Chiradeep Vittal wrote:
> Very enlightening, thanks.
> If there is a constant stream of traffic over the iscsi session and
> there is a network failure,
> then the scsi eh timer should fire right?

If you have nops turned off then it will.

If you have nops on then it could fire, but the iscsi layer will prevent 
the scsi eh timer from causing the scsi eh from running. With nops on we 
send a nop every noop_timout seconds. If we have some bad timing and a 
scsi timer fires while a nop is being sent or right before we want to 
send a nop to test the network then starting with 871 and upstream 
kernel 2.6.30 we reset the scsi cmd eh timer and send a nop. If during 
that reset cmd timer period the nop times out then we would drop the 
iscsi session and the scsi eh would not run. If the nop runs ok, then 
when the cmd timer times out again then the scsi eh will run.

If there is a network problem while the scsi eh is running, then the 
scsi eh could fail if we cannot reconnect within replacement_timeout 
seconds and that would lead to the devices going offline as seen in 
sysfs below.



> And the disk will then go offline (according to /sys/block/<disk>/
> device/state )?
> 
> I think where this is leading to is to use dm-multipath even if there
> is only a single path since dm-multipath
> will constantly test the link.
> 
> 
> On Sep 11, 7:53 am, Mike Christie <micha...@cs.wisc.edu> wrote:
>> On 09/10/2009 05:23 PM, Chiradeep Vittal wrote:
>>
>>
>>
>>> Thanks. I'll take a look at the netlink interface. Not using multipath
>>> for now, but will do so later.
>>> For basic monitoring of storage network problems, here's what I am
>>> thinking:
>>> 1. If there is a network failure, eventually cat /sys/block/<disk>/
>>> device/state should show "offline" ?
>>> 2. How long will this take? I know that this is a function of
>>> replacement_timeout, noop_interval, noop_timeout and scsi timeout, but
>>> the relationship is not clear
>>> Let us say
>>> a=session.timeo.noop_out_interval=5
>>> b=session.timeo.noop_out_timeout=5
>>> c=session.timeo.replacement_timeout=120
>>> d=`cat /sys/block/<disk>/device/timeout`=60
>>> The disk should go offline in a maximum of a+b+c+d=190s after a
>>> network failure?
>> It is not really that easy, because if the nop times out the iscsi layer
>> will drop the session and the disk state will not change to offline. The
>> disk state will only change if the scsi command timer fires and the scsi
>> eh runs and fails. In this case the disk state will go to offline.
>>
>> For the nop timeout case and the scsi eh failing case, the iscsi session
>> state will go to failed, so you could check that instead. That value is in
>>
>> /sys/class/iscsi_session/session%SID/state
>>
>>
>>
>>> If the network comes back up, how soon will the disk state go to
>>> 'running' ?
>> When the iscsi session is dropped due to a nop timeout or the scsi eh
>> failing, the initiator will basically poll the network ever couple of
>> seconds by trying to reconnect the tcp connection. And so it depends on
>> the type of failure. If the initiator is trying to reconnect the tcp
>> connection when the network comes up, then we could reconnect right
>> away, or if the network layer cannot figure things out the reconnect
>> could timeout and then the next try would work, or if the network had
>> given us a error right away when we tried the reconnect then it on the
>> next reconnect attempt we would be successful.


- Work instructions
Hunt through the entries for the word "labels" and copy each line in which it appears.

- Supplied records
######
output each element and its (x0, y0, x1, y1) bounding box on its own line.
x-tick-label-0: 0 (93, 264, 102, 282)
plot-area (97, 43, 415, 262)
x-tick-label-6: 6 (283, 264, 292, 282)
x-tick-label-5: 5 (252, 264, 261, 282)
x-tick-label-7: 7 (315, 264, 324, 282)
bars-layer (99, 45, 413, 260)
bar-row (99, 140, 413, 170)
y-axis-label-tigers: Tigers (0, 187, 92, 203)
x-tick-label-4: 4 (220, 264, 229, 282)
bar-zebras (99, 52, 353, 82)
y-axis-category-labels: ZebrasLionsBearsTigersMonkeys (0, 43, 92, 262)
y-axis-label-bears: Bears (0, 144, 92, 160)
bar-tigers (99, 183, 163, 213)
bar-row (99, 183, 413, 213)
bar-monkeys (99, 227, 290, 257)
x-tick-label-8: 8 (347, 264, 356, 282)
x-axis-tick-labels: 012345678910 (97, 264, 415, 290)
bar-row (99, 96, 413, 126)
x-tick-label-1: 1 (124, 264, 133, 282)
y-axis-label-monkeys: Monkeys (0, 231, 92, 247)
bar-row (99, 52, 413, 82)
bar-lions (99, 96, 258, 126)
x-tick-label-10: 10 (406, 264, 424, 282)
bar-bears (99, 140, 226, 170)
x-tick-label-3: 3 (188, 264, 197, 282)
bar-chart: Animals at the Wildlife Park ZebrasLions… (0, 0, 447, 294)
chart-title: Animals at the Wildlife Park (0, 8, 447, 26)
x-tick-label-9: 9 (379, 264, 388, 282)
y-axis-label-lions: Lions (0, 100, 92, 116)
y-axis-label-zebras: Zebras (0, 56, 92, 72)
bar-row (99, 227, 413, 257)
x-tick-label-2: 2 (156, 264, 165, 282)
######
- Written solution
y-axis-category-labels: ZebrasLionsBearsTigersMonkeys (0, 43, 92, 262)
x-axis-tick-labels: 012345678910 (97, 264, 415, 290)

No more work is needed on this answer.